A mixture of anthropological paternalism and old fashioned matinee adventure melodrama, Charles Chauvel's film was the first in Australian cinema to actually have Aborigines to play Aborigines, Jedda and Marbuck, being played by Ngarla (Rosalie) Kunoth and Robert Tudawali. In its commitment to authenticity it also featured Arunte dialect although, Joe the head drover, played by Paul Reynall, who also provides the voice-over narration, speaks the best BBC English. '

At a time when Australian cinemas were almost entirely screening Hollywood product Jedda was a bold benchmark production, an attempt to realize that oft-trumpeted aspiration of "telling our own stories". It was an international success and the first Australian film to be shown at the Cannes Film Festival.

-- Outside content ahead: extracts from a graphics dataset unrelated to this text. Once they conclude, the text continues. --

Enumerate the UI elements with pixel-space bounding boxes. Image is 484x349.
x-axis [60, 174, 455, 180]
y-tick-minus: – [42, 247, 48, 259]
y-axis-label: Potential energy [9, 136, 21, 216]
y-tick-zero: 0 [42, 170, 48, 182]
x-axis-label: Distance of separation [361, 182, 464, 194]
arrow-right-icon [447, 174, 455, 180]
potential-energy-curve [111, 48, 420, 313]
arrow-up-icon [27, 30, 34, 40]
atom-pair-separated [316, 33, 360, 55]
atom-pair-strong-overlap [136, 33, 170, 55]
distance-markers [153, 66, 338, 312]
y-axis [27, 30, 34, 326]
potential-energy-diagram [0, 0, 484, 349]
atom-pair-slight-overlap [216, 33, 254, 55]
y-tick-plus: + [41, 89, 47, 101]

Whilst still in many respects a handsome film, with striking photography by Carl Kayser, Jedda is limited by the discourse of the time and is largely of historical interest both for the Aboriginal culture it displays and contemporary White Australian attitudes towards it. The first Australian film to be shot in colour, it was made on the newly established colour process of the time, Gevacolor which proved to be unstable, the prints and negatives fading. In 1972 Elsa Chauvel, the director's wife and co-scriptwriter, found tri-separations in a vault in London and was able to save the film although there was some loss of quality.